Not content with just wishing you all the very best, I offer a tiny token to you all.
The 1907 British Pharmaceutical Codex has details of how animal thyroids are to be prepared. (Maybe, if you are of a sensitive disposition, you won't want to read the document at all?)
The old-fashioned use of Latin names for lots of things in medicine and science is very annoying. To my modern eyes it reeks of pomposity and elitism. It's a way of separating the undeserving from the deserving in terms of disseminating knowledge. Girls and the poor were rarely taught Latin in Victorian times or before.
The link was very interesting despite the Latin.
Anyway, Merry Christmas and a Happy New Year, helvella, and to all other members of the forum.
The upper crust ones did do a lot of flower illustration (deemed suitable for the weaker sex..sigh) and they must have known the appropriate latin names but I agree it has been used as a way of keeping others out. It does avoid arguments over what living language should be the universally accepted one for scientists I guess.
The whole document is very interesting. It really struck me that that tone suggests trying to treat illness and get people better. In sharp contrast to contemporary medical documents!
I particularly liked the list of conditions which thyroid gland can treat. I think all of it we'd agree with today, but current medicine seems to have forgotten.
'Old Wives Tales' might have been a lot better than taking the TSH alone as a guide to how much replacement hormones we need. No blood tests then, just small increases until symptoms resolved.

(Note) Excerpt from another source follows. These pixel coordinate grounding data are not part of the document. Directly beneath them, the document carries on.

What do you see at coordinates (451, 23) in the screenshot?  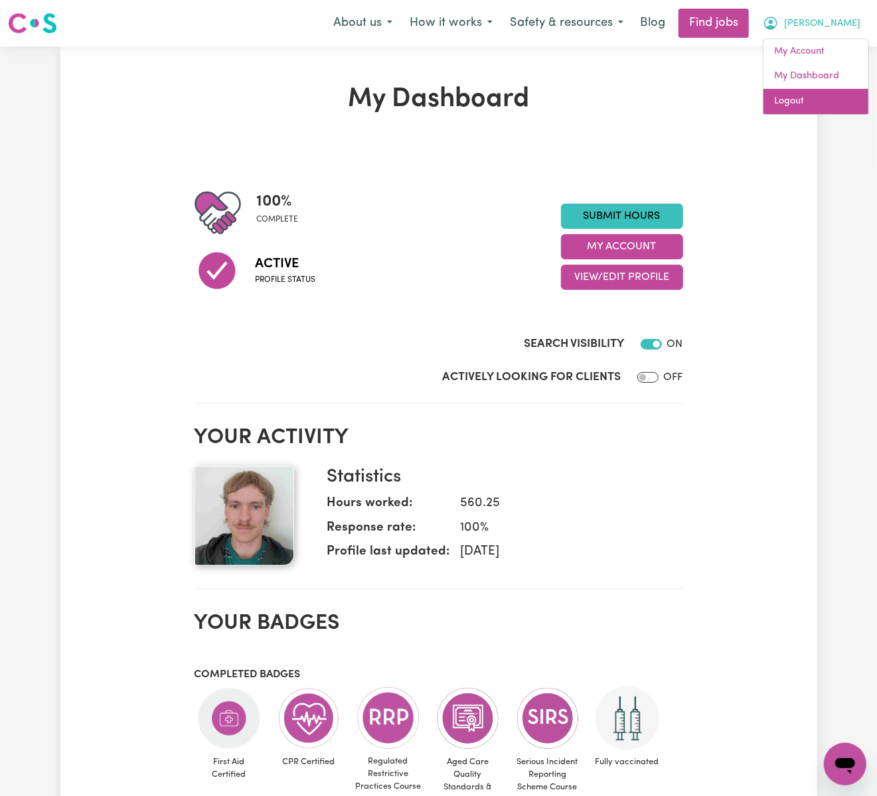 I see `button: How it works` at bounding box center [451, 23].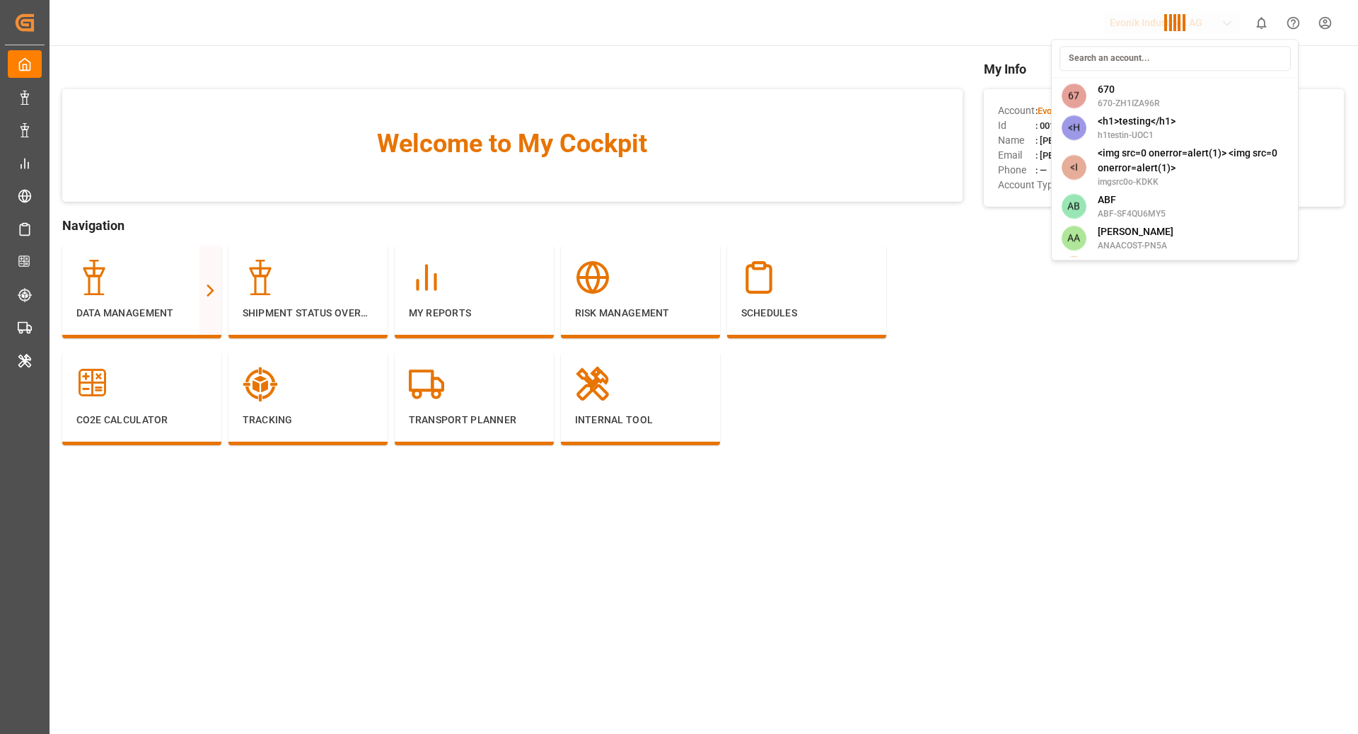 This screenshot has height=734, width=1358. Describe the element at coordinates (1175, 58) in the screenshot. I see `input: Search an account...` at that location.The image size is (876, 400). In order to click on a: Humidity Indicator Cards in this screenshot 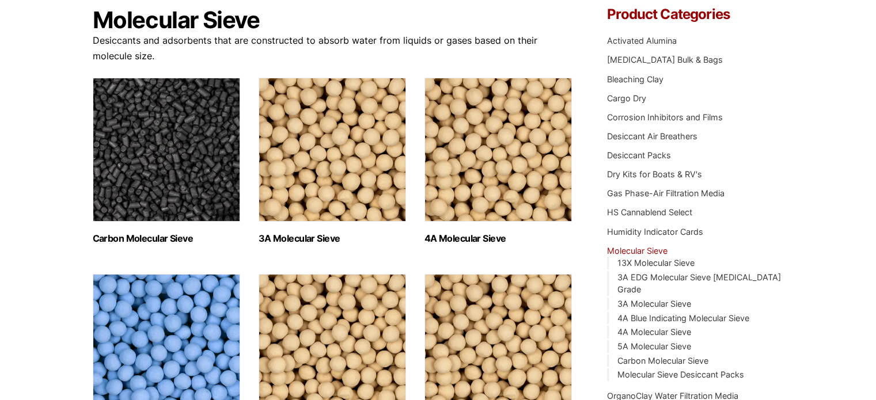, I will do `click(655, 232)`.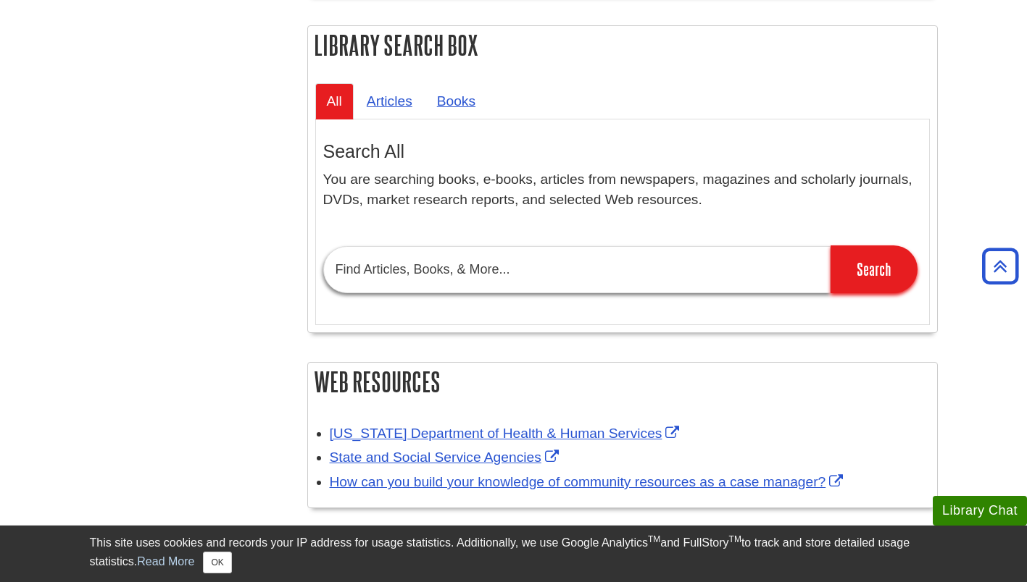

Well if the NHS are going to be able to make their own medicines they have the recipe for NDT right here! If my pal can have bits of pig heart put into him on the NHS (no need for warfarin for life) why can't I have NDT? One rule for one lot of patients and another for us
The change to porcine was at least partly due to time of year.
Whereas we now have ready access to freezers, and various forms of cooling (think ice house) have existed for a long time, freezing was not widely available at the time.
So, seasonal availability was a major issue. And pigs are far more even in availability than sheep (or cattle). Pigs can breed at any time of year.
Further, and I do not know if the writers of these items knew this, the levels of thyroid hormone are more even in pigs than most other domestic animals.
I wish I knew where Sarah Vine gets her NDT ... I am thinking of contacting her at The Daily Mail and seeing if she will do an article about thyroid disease as she is a sufferer and also has hair replacement at Lucinda Ellery's for her baldness.
Good idea about some publicity and I bet thousands of struggling hypo patients will be pleased to have some 'good publicity and a change of heart' by the medical profession to allow doctors to prescribe what the patient needs and not be restricted to one that doesn't improve their health.
I have a couple of lambs ready to go in the freezer. I now have a recipe and I already have a bottle of glycerine....(for chapped teats - the cows, not me!). I am SO tempted!